Paul Ryan's lies about President Obama being responsible for closing the GM plant where "a lot of the guys" he "went to high school with" used to work have been debunked over, and over and over and over.
He may think he has fooled America with this lie, but he hasn't fooled the media. And the voters and local reporters in his home district know he hasn't done anything about fixing the problem of high unemployment in his district that an auto assembly plant closing has caused.
Those that do know him seem to be aware that he has focused his career path immediately on going to Washington DC, diving into shaping national policy.
"The people of Janesville are probably as divided about Paul Ryan as the rest of the country," Angus said Saturday, hours after Ryan was announced as Romney's choice. "A lot of people would view [Ryan's opinions] as pretty conservative and pretty far to the right and that does not sit well with a lot of people in his district."
Angus, a 21-year editor of the paper, added, "He has lived here, but he has not worked here much, he has been in Washington working on his career path. I think a lot of people are surprised because he has always said his plans were not to rise to national office. He never had any elected office until he was elected to Congress."
A local reporter makes note of the fact that Ryan's failure is known locally, and hopes that this catches the national media's attention.
But Janesville's recent past is also important, several reporters said, citing the town's difficult economic situation, sparked by the closure of a General Motors plant in 2009.
"Their unemployment rate is double digits," said Jeff Flynt, a news reporter at WTAQ Radio in Green Bay. "For a state that is trying to turn around the business aspects of the state the fact that Janesville unemployment continues to be pretty high and you have a guy who is known pretty well nationally and has not found a way to help the plant or put something in its place, that may catch" the national media's attention.
He added, "Paul's district has no big city in it. It is small cities, small towns and farms. He has had a congressional career that has gone largely under the radar."
"There are people in his district shocked to find out he was a big player on budget stuff. He has been able to define his own story.He didn't really spend any time in state politics and right out of college he went right into interning. While he is a Wisconsin congressman, he is not somebody who came up through the state ranks."
This same reporter compared Paul Ryan to 'Dick Cheney with good hair'.
Wisconsin knows Paul Ryan's efforts, not President Obama's, to save the GM plant failed. But now Ryan wants to retroactively blame it on Obama. (He wrote op-eds to the local papers in 2008, so he must have known the plant was closing that year).

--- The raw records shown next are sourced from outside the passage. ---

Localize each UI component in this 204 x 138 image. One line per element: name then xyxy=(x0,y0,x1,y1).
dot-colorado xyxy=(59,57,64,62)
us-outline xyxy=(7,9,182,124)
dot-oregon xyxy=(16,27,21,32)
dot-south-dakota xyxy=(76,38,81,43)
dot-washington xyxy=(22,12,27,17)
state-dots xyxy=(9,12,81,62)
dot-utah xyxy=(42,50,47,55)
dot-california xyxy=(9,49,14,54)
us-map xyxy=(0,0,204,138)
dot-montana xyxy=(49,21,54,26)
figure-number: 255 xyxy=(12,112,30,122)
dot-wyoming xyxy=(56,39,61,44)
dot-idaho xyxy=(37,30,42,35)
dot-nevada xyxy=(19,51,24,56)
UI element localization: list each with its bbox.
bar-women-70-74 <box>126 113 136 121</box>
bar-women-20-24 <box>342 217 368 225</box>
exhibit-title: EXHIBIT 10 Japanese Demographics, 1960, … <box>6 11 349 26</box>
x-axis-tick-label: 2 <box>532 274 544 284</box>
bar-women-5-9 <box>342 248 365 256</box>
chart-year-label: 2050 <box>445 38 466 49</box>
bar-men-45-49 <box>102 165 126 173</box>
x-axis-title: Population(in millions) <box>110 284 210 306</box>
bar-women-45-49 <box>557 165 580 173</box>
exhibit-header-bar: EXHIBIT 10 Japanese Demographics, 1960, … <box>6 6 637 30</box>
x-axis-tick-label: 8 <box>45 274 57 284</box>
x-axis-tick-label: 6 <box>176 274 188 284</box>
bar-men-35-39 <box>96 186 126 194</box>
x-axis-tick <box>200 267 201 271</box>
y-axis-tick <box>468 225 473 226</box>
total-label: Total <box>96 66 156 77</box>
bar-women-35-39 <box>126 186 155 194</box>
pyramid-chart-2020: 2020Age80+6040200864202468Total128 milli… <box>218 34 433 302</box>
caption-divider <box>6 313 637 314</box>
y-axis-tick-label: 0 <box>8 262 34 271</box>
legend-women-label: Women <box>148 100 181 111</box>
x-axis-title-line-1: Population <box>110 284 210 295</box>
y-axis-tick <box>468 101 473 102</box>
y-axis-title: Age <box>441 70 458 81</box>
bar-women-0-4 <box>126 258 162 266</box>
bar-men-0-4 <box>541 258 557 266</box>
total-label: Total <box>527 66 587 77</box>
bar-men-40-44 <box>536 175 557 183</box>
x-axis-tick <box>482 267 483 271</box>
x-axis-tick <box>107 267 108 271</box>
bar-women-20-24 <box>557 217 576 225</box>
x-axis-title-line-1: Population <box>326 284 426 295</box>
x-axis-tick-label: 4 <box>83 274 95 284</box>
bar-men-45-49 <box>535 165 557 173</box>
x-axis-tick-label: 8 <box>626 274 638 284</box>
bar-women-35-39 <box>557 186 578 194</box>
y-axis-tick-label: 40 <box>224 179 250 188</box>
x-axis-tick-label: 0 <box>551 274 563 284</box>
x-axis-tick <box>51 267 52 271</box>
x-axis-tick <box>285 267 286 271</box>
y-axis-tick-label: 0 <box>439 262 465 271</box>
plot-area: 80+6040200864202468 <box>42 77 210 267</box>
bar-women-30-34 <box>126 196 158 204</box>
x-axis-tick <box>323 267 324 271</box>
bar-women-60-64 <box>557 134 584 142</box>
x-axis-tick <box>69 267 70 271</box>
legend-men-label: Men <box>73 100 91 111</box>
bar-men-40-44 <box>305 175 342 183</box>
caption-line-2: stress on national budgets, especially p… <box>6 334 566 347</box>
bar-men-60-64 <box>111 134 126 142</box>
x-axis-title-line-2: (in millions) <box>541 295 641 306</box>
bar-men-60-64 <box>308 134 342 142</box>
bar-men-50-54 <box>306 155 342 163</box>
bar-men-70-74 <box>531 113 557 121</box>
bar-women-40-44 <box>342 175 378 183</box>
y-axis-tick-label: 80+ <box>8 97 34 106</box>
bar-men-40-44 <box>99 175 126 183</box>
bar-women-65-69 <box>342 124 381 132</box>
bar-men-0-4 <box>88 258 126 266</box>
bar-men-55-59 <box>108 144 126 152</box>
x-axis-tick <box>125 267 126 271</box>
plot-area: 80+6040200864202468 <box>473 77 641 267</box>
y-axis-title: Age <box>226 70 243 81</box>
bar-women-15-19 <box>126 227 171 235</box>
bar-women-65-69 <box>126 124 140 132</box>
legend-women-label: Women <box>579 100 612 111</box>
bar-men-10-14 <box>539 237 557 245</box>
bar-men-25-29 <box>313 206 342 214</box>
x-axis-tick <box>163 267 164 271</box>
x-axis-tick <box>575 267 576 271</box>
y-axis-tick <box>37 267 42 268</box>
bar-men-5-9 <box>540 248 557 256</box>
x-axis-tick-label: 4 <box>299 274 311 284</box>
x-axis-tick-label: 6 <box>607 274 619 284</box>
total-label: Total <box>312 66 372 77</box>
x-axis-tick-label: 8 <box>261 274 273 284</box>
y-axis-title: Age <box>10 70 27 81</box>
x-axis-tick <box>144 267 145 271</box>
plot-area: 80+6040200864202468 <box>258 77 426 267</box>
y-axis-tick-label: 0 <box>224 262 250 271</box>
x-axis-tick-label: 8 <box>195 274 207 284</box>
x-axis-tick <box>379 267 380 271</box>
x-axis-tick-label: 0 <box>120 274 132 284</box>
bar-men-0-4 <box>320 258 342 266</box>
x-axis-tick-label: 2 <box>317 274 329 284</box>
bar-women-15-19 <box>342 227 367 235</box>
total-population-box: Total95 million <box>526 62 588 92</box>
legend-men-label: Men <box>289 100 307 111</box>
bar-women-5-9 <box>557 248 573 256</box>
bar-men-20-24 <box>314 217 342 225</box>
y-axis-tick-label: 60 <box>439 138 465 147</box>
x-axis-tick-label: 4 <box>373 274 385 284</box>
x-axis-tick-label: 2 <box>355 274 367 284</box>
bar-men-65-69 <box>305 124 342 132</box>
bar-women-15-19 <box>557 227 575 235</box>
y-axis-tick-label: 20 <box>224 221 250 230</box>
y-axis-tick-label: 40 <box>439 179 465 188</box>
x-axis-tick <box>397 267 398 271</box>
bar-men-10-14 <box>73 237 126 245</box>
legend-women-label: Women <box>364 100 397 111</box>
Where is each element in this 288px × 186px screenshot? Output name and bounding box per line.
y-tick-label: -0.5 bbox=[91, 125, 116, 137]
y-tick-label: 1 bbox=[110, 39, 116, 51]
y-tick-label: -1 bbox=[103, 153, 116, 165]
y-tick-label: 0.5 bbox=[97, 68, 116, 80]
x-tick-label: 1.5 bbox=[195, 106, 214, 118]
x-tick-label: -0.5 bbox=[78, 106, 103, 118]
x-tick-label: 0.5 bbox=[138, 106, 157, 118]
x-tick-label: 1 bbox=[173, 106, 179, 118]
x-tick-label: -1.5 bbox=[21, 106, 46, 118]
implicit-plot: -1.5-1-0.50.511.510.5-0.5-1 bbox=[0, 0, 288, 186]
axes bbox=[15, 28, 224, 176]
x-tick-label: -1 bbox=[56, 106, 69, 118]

Ryan's own efforts to save the plant failed, but he is content to blame the closure on President Obama
According to a rudimentary LexisNexis search, Ryan made multiple public pleas to GM, including op-eds in his home state newspaper, to keep the plant open. He and fellow Wisconsin lawmakers went to the automobile company's headquarters to present plans to extend the plant's life. When the Bush administration itself called the decision to close the plant evidence that the auto industry was trimming fat and improving its bottom line, Ryan called the news "gut-wrenching."
And as it became clear in early-fall 2008 that GM wouldn't relent, Ryan publicly touted the federal tax money he secured to help displaced workers -- a use of funds that would seem at odds with his limited-government, fiscal conservative image.
Wisconsinites seem to be on to Paul Ryan, let's hope it catches on.